MOD is a format specifically used by JVC and Panasonic camcorders and is based on the MPEG-PS container with MPEG-2 video, though modern tools like FFmpeg can write H.264 into a MOD-like wrapper. You would choose MOD specifically if you need compatibility with camcorder editing suites or hardware that expects this format. If your goal is general playback or editing, MP4 would be a more universally compatible output choice.
Yes, some quality loss is expected because this conversion fully re-encodes both the video and audio streams — it is a transcode, not a remux. The source RealMedia file itself was already lossy (compressed with MJPEG video and AAC audio), so re-encoding introduces an additional generation of compression. Using CRF 23 with libx264 produces good quality for most content, but if the source .rm file was low-resolution or low-bitrate to begin with (as many streaming-era RealMedia files were), the output quality ceiling is limited by the source.
FFmpeg has built-in support for the RealMedia container and can decode common codecs found in .rm files, including MJPEG video and AAC or MP3 audio. However, some older .rm files may use RealVideo or RealAudio codecs (rv10, rv20, cook, atrac, etc.) which have partial or no support in FFmpeg. If your file uses those legacy Real-proprietary codecs rather than MJPEG or standard AAC, the conversion may fail or produce incorrect output.
The video quality is controlled by the -crf flag, where lower values produce higher quality and larger files, and higher values produce smaller files with more compression artifacts. The default is -crf 23, which is a good general-purpose setting. For better quality, try -crf 18; for smaller file sizes at the cost of quality, try -crf 28. For audio quality, change the -b:a value — for example, use -b:a 192k for higher-fidelity audio.
RealMedia files can contain metadata such as title and author fields in their container headers, but the MOD format (based on MPEG-PS) has very limited metadata support. FFmpeg will attempt to map compatible metadata tags during conversion, but most RealMedia-specific metadata will not survive into the MOD container. If metadata preservation is critical, consider converting to a format with richer metadata support, such as MKV or MP4.

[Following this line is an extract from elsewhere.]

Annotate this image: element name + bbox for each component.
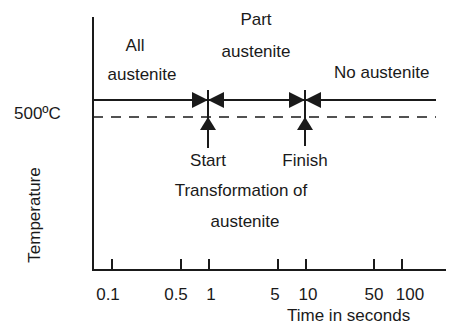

Yes. On Linux or macOS, you can use a shell loop such as: for f in *.rm; do ffmpeg -i "$f" -c:v libx264 -c:a aac -crf 23 -b:a 128k "${f%.rm}.mod"; done. On Windows Command Prompt, use: for %f in (*.rm) do ffmpeg -i "%f" -c:v libx264 -c:a aac -crf 23 -b:a 128k "%~nf.mod". The browser-based tool on this page processes one file at a time, so the FFmpeg command is the recommended approach for batch jobs.

Technical Notes

RealMedia (.rm) was designed for low-bandwidth streaming and often contains video encoded at low resolutions (240p–480p) and low bitrates, which limits the quality ceiling of any transcoded output regardless of the output codec settings. The MJPEG codec used in some .rm files is an intra-frame-only format with no temporal compression, meaning each frame is stored independently as a JPEG image — this makes it relatively easy to decode but results in larger source files compared to interframe codecs. When re-encoding to H.264 (libx264) with CRF 23, the output will typically be much smaller than an equivalent MJPEG source, as H.264 uses sophisticated temporal prediction. The MOD container is a modified MPEG-PS format and does not support subtitles, chapters, or multiple audio tracks, so any such streams in a source file will be dropped. Transparency is not supported in either format. Note that some .rm files distributed in the late 1990s use RealVideo (rv10/rv20/rv30/rv40) or RealAudio (cook, raac) codecs rather than standard MJPEG/AAC, and those files may not convert cleanly with this command — FFmpeg's support for those proprietary codecs is incomplete.